The biggest problem with the US economic system is that it relies on debt to work. The Federal Reserve is the institution established in 1913 as a regulatory agency to smooth out the banking industry primarily through the control of how much currency is available at any given time. The assets that the Fed holds are essentially loaned out to banks creating one level of debt that all of the banks that in turn lend you money to "buy" a car, house, education, line of credit, etc. They have to then find a way to make money to pay back what they owe on the assets they have. Their debt gets passed off to the consumer in the form of other interest rates. Debt becomes a commodity to buy and sell like anything else.
So what happened when the Fed cut interest rates over and over again? It made more debt possible for consumers to "buy." The Fed passed it's low interest rate down to consumers to falsely stimulate the economy with the promise that people would be able to sustain their debt long enough to pay the interest rates thus expanding markets like housing, which stimulates construction companies and banks to sell more loans. The problem is that all of this was build on literally nothing! There was no real money there, only debt and interest. There would never be enough cash around to secure the massive debts that consumers were taking on. So what does the Fed do? Slows the growth by making cash more scarce forcing consumers to shell out liquid assets in the form of tax dollars and federal budget restructuring.
This is the system we have. A central bank controls the flow of money as a means to control what banks can do and thus what kind of economic growth we can expect. It is cyclical and built not on what people actually earn, but based on how much debt and interest people can pay in order to balance the system and pay all the way up to the top of the food chain.
Debt is a form of economic enslavement. If an economy is built on debt and a promise to pay that debt back at an additional cost, people own very little (this is without even factoring in credit cards) and produce less than they actually owe. The only way for this equation to balance is if some people default on their debt, get kicked out of the system, and open up a debt that can be given to someone else. While bankruptcy helps right the ship for some people who have no choice, it does nothing for the banks since they have lost revenue in the deal. No one wins. But at least you are kicked out of the system for a time.
In many forms of the Lord's Prayer we pray, "Forgive us our debts, as we forgive our debtors." While this makes strong purchases on an understanding of the atonement I frankly don't buy, it works in this context very well. The second part of the phrase asks us to offer forgiveness to those who "owe" us something. It is an expression of charity, of grace as Jesus revealed in the Resurrection. The economic system we currently have where the most valued commodity is debt is a system that must reject charity. It only works if that charity results in someone, somewhere making additional money in order to make up for deficits in profits that charity actually creates. Tax breaks are one means of this. But true charity, giving of one's self and services with no expectation of a return on the investment is simply bad for the economy.
I am puzzled therefore at the rather vociferous social conservative movement that is assuaged by this free market capitalism built on debt, when Christian charity should work in the opposite direction. Because charity is ultimately so disruptive to the system, it captures the radical nature of a statement like "Give to Ceasar what is Caesar's and to God what is God's." This does not simply mean that we need to pay our taxes and go to church where we should tithe. What Christ demands first is love of God and neighbor which means forgiveness and charity to those with whom we associate at any level. The very system of the US economy must run counter to this understanding of the world. Devotion to God is devotion to something very different than system that relies on debt to survive and grow. It relies on a love that forgives debts as an act of devotion not to profit, but to God.
How radical can Christian faith be when not held under the thumb of a system that coerces people not to love, but to self-preservation? How revolutionary is a faith that proactively rejects this system in order to build the Kingdom of God rather than be complicit in building the Kingdom of the Free Market? How much is the church progressively failing in this revolution of faith?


* **Action item**: The answer must consist of every line in the records below that contains the string "first".

* **Records from a collection of figures**:
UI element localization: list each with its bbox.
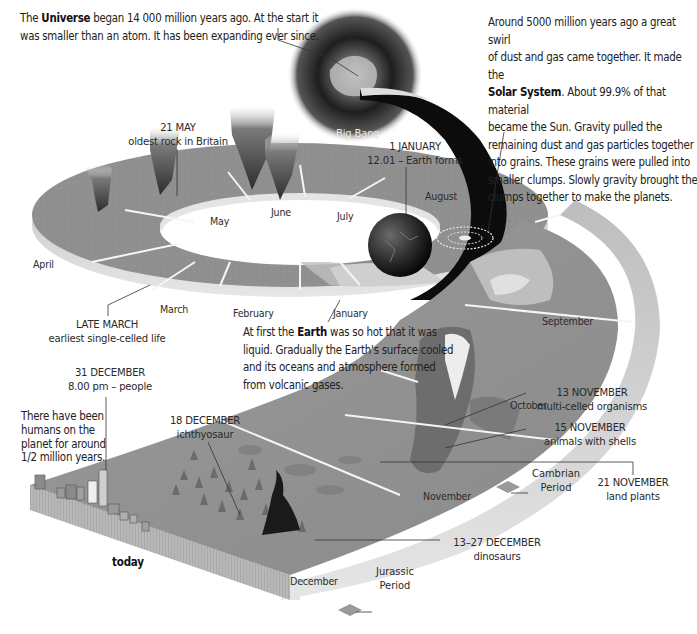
solar-text: smaller clumps. Slowly gravity brought t… [488, 173, 697, 187]
humans-paragraph: There have been humans on the planet for… [21, 410, 121, 465]
month-march: March [160, 303, 188, 315]
event-date: 15 NOVEMBER [535, 421, 645, 435]
solar-text: clumps together to make the planets. [488, 190, 672, 204]
solar-text: Around 5000 million years ago a great sw… [488, 15, 676, 47]
event-description: ichthyosaur [160, 428, 250, 442]
humans-text: 1/2 million years. [21, 450, 105, 464]
jurassic-marker [338, 604, 362, 616]
earth-text: and its oceans and atmosphere formed [243, 360, 436, 374]
solar-system-paragraph: Around 5000 million years ago a great sw… [488, 14, 697, 207]
month-december: December [290, 575, 338, 587]
solar-system-term: Solar System [488, 85, 561, 99]
earth-sphere [368, 213, 432, 277]
period-name: Jurassic [376, 565, 414, 579]
event-date: 21 MAY [118, 121, 238, 135]
event-date: 21 NOVEMBER [583, 476, 683, 490]
month-april: April [33, 258, 54, 270]
solar-text: into grains. These grains were pulled in… [488, 155, 690, 169]
period-name: Cambrian [532, 467, 580, 481]
month-august: August [425, 190, 457, 202]
period-word: Period [532, 481, 580, 495]
event-description: earliest single-celled life [42, 332, 172, 346]
event-date: 13–27 DECEMBER [442, 536, 552, 550]
month-october: October [510, 399, 547, 411]
earth-text: was so hot that it was [327, 325, 437, 339]
earth-text: from volcanic gases. [243, 378, 343, 392]
month-may: May [210, 215, 229, 227]
month-june: June [271, 206, 291, 218]
month-july: July [337, 210, 353, 222]
event-description: 8.00 pm – people [60, 380, 160, 394]
event-ichthyosaur: 18 DECEMBER ichthyosaur [160, 414, 250, 442]
month-january: January [333, 307, 368, 319]
cambrian-period-label: Cambrian Period [532, 467, 580, 495]
event-date: 1 JANUARY [365, 140, 465, 154]
humans-text: planet for around [21, 437, 106, 451]
event-description: animals with shells [535, 435, 645, 449]
event-single-celled: LATE MARCH earliest single-celled life [42, 318, 172, 346]
solar-text: of dust and gas came together. It made t… [488, 50, 682, 82]
period-word: Period [376, 579, 414, 593]
event-description: oldest rock in Britain [118, 135, 238, 149]
event-earth-forms: 1 JANUARY 12.01 – Earth forms [365, 140, 465, 168]
universe-term: Universe [41, 11, 90, 25]
event-date: 18 DECEMBER [160, 414, 250, 428]
month-september: September [542, 315, 593, 327]
month-november: November [423, 490, 471, 502]
universe-text: was smaller than an atom. It has been ex… [20, 29, 319, 43]
jurassic-period-label: Jurassic Period [376, 565, 414, 593]
humans-text: There have been [21, 409, 104, 423]
earth-term: Earth [297, 325, 327, 339]
solar-text: remaining dust and gas particles togethe… [488, 138, 694, 152]
event-shells: 15 NOVEMBER animals with shells [535, 421, 645, 449]
earth-paragraph: At first the Earth was so hot that it wa… [243, 324, 473, 394]
big-bang-label: Big Bang [336, 127, 380, 141]
event-description: 12.01 – Earth forms [365, 154, 465, 168]
event-date: 31 DECEMBER [60, 366, 160, 380]
event-people: 31 DECEMBER 8.00 pm – people [60, 366, 160, 394]
humans-text: humans on the [21, 423, 95, 437]
universe-paragraph: The Universe began 14 000 million years … [20, 10, 350, 45]
earth-text: At first the [243, 325, 297, 339]
solar-text: became the Sun. Gravity pulled the [488, 120, 662, 134]
universe-text: began 14 000 million years ago. At the s… [90, 11, 318, 25]
month-february: February [233, 307, 274, 319]
event-date: 13 NOVEMBER [527, 386, 657, 400]
universe-text: The [20, 11, 41, 25]
earth-calendar-infographic: The Universe began 14 000 million years … [0, 0, 697, 634]
event-description: land plants [583, 490, 683, 504]
today-label: today [112, 555, 144, 569]
event-description: dinosaurs [442, 550, 552, 564]
event-land-plants: 21 NOVEMBER land plants [583, 476, 683, 504]
earth-text: liquid. Gradually the Earth's surface co… [243, 343, 453, 357]
event-oldest-rock: 21 MAY oldest rock in Britain [118, 121, 238, 149]
event-dinosaurs: 13–27 DECEMBER dinosaurs [442, 536, 552, 564]
event-date: LATE MARCH [42, 318, 172, 332]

* **Expected answer**:
earth-paragraph: At first the Earth was so hot that it wa… [243, 324, 473, 394]
earth-text: At first the [243, 325, 297, 339]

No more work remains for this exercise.